Arizona has announced an end to its practice of requiring police officers to demand the identification documents of people suspected of being in the country without legal documentation. The announcement is part of a settlement between the State of Arizona and the National Immigration Law Center and other immigrants’ rights groups that sued six years ago just after passage of the controversial Senate Bill (SB) 1070.
This decision concedes a key point of arguably one of the nation’s most aggressive immigration bills, Arizona’s SB 1070, formally titled the “Support Our Law Enforcement and Safe Neighborhoods Act,” signed by then-Governor Jan Brewer in April 2010. This bill was an “omnibus of Arizona anti-immigration measures, collecting a decade’s worth of fears of Mexican drug cartels, competition for jobs and the state’s rapidly expanding Latino population into one piece of legislation.”
Specifically, SB 1070 contained elements designed to decrease the number of undocumented immigrants in the state by compelling police to ask for identification and permitting officers to make arrests without a warrant if the officer believed the individual had committed an offense that made them deportable. The law also made it a crime to fail to carry registration papers and for undocumented immigrants to solicit work.

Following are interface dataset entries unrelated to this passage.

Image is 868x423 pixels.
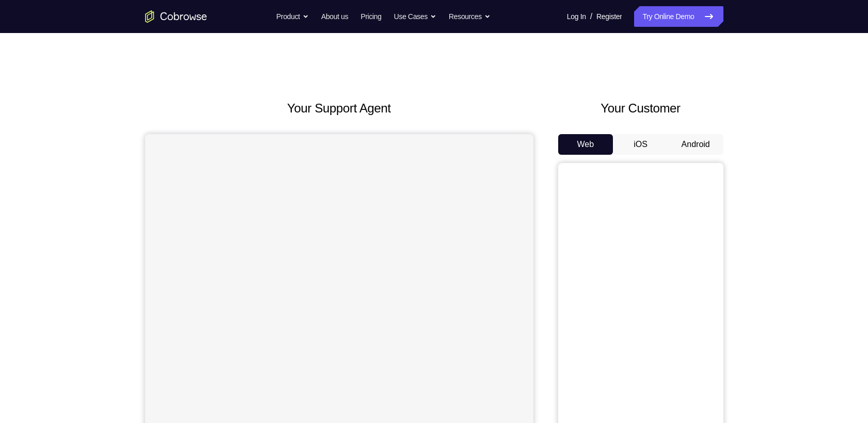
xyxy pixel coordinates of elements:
button: Resources [449,6,490,27]
button: iOS [613,134,668,155]
a: Register [597,6,622,27]
button: Product [276,6,309,27]
button: Android [668,134,723,155]
a: Try Online Demo [634,6,723,27]
button: Use Cases [394,6,436,27]
button: Web [559,134,613,155]
a: Go to the home page [145,10,207,23]
a: Pricing [360,6,381,27]
a: About us [321,6,348,27]
span: / [590,10,592,23]
h2: Your Customer [559,99,723,118]
h2: Your Support Agent [145,99,534,118]
a: Log In [567,6,586,27]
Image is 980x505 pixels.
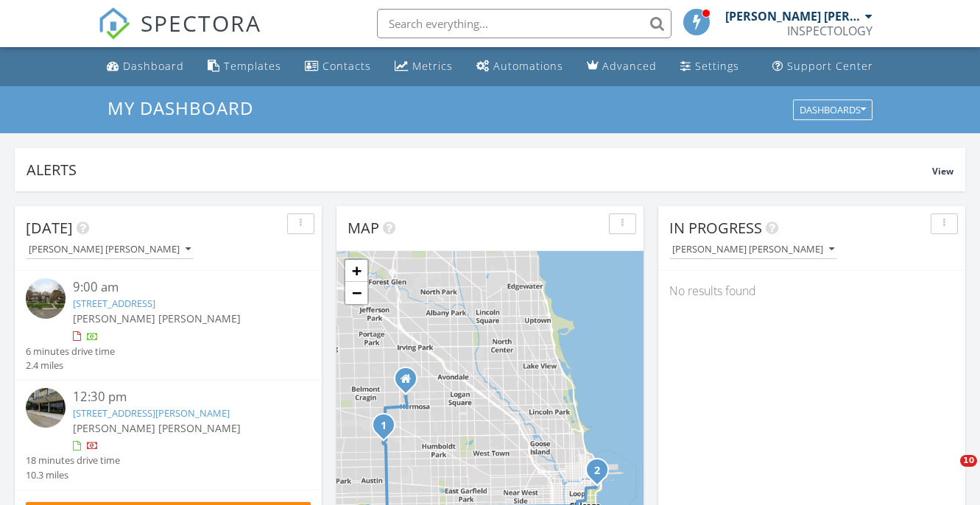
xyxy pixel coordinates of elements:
[26,388,311,483] a: 12:30 pm [STREET_ADDRESS][PERSON_NAME] [PERSON_NAME] [PERSON_NAME] 18 minutes drive time 10.3 miles
[26,388,65,427] img: streetview
[348,218,379,238] span: Map
[73,297,155,310] a: [STREET_ADDRESS]
[672,244,835,255] div: [PERSON_NAME] [PERSON_NAME]
[594,466,601,476] i: 2
[597,470,606,478] div: 400 E Randolph St 3714, Chicago, IL 60601
[26,468,120,483] div: 10.3 miles
[202,53,287,80] a: Templates
[26,278,311,373] a: 9:00 am [STREET_ADDRESS] [PERSON_NAME] [PERSON_NAME] 6 minutes drive time 2.4 miles
[470,53,569,80] a: Automations (Basic)
[123,59,184,73] div: Dashboard
[73,388,287,407] div: 12:30 pm
[98,20,262,51] a: SPECTORA
[787,59,874,73] div: Support Center
[602,59,657,73] div: Advanced
[933,165,954,178] span: View
[378,9,672,38] input: Search everything...
[26,218,73,238] span: [DATE]
[299,53,378,80] a: Contacts
[141,7,262,38] span: SPECTORA
[107,95,253,120] span: My Dashboard
[101,53,190,80] a: Dashboard
[26,240,194,260] button: [PERSON_NAME] [PERSON_NAME]
[26,344,115,359] div: 6 minutes drive time
[669,218,762,238] span: In Progress
[669,240,837,260] button: [PERSON_NAME] [PERSON_NAME]
[695,59,740,73] div: Settings
[73,311,241,326] span: [PERSON_NAME] [PERSON_NAME]
[345,282,368,304] a: Zoom out
[960,455,977,467] span: 10
[581,53,663,80] a: Advanced
[767,53,879,80] a: Support Center
[98,7,130,40] img: The Best Home Inspection Software - Spectora
[73,407,229,419] a: [STREET_ADDRESS][PERSON_NAME]
[384,425,393,434] div: 1422 N Latrobe Ave, Chicago, IL 60651
[675,53,745,80] a: Settings
[26,278,65,319] img: streetview
[412,59,453,73] div: Metrics
[224,59,281,73] div: Templates
[26,453,120,468] div: 18 minutes drive time
[406,378,415,387] div: 4621 w schubert ave, CHICAGO ILLINOIS 60639
[389,53,459,80] a: Metrics
[793,99,873,120] button: Dashboards
[381,421,386,432] i: 1
[726,9,862,23] div: [PERSON_NAME] [PERSON_NAME]
[73,278,287,297] div: 9:00 am
[73,421,241,435] span: [PERSON_NAME] [PERSON_NAME]
[322,59,371,73] div: Contacts
[27,160,933,179] div: Alerts
[29,244,191,255] div: [PERSON_NAME] [PERSON_NAME]
[659,271,966,310] div: No results found
[345,260,368,282] a: Zoom in
[800,104,866,115] div: Dashboards
[930,455,966,491] iframe: Intercom live chat
[494,59,563,73] div: Automations
[787,23,873,38] div: INSPECTOLOGY
[26,359,115,373] div: 2.4 miles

As part of the settlement, Arizona Attorney General Mark Brnovich issued an informal opinion instructing police officers to “ignore the provision in the law that requires them to investigate a ‘reasonable suspicion’ that a person is in the country" without proper documentation, which immigrants’ rights groups warned would lead to racial profiling. “Officers shall not prolong a stop, detention or arrest solely for the purpose of verifying immigration status,” Brnovich wrote. “Officers shall not contact, stop, detain or arrest an individual based on race, color, or national origin, except when it is part of a suspect description.” Additionally, Brnovich issued a statement assuring Arizonans that elements of SB 1070 would remain valid. “We have succeeded by keeping the key provisions of SB 1070 in place,” Brnovich says. “Our goal while negotiating this settlement was to find a common-sense solution that protects Arizona taxpayers while helping our great state move forward.”
Immigration advocates are claiming the settlement as a win for immigrant rights. “For the very first time since May 2010, there will be clarity to every law enforcement officer in the state that the only way to follow SB 1070 is to make sure no one is detained on their immigration status alone,” Karen Tumlin, legal director of the National Immigration Law Center, tells the Los Angeles Times.
This SB 1070 settlement comes as a group of advocacy organizations is filing a new federal lawsuit claiming that those who qualify for Arizona driver’s licenses have been illegally denied the chance to obtain them. This latest suit comes less than two years after a federal judge forced the state to grant driver’s licenses to recipients of the federal Deferred Action for Childhood Arrivals (DACA). Then-Gov. Jan Brewer had issued a directive banning them from getting licenses, claiming the decision grew out of “liability concerns and the desire to reduce the risk of the licenses being used to improperly access public benefits.” Victor Viramontes, an attorney with the Mexican American Legal Defense and Educational Fund, one of the groups filing the lawsuit, says the state should have allowed all deferred action recipients to get licenses following the federal court ruling. “They should have stopped discriminating the minute this policy was declared unconstitutional, but they keep doing it,” he tells CBS News.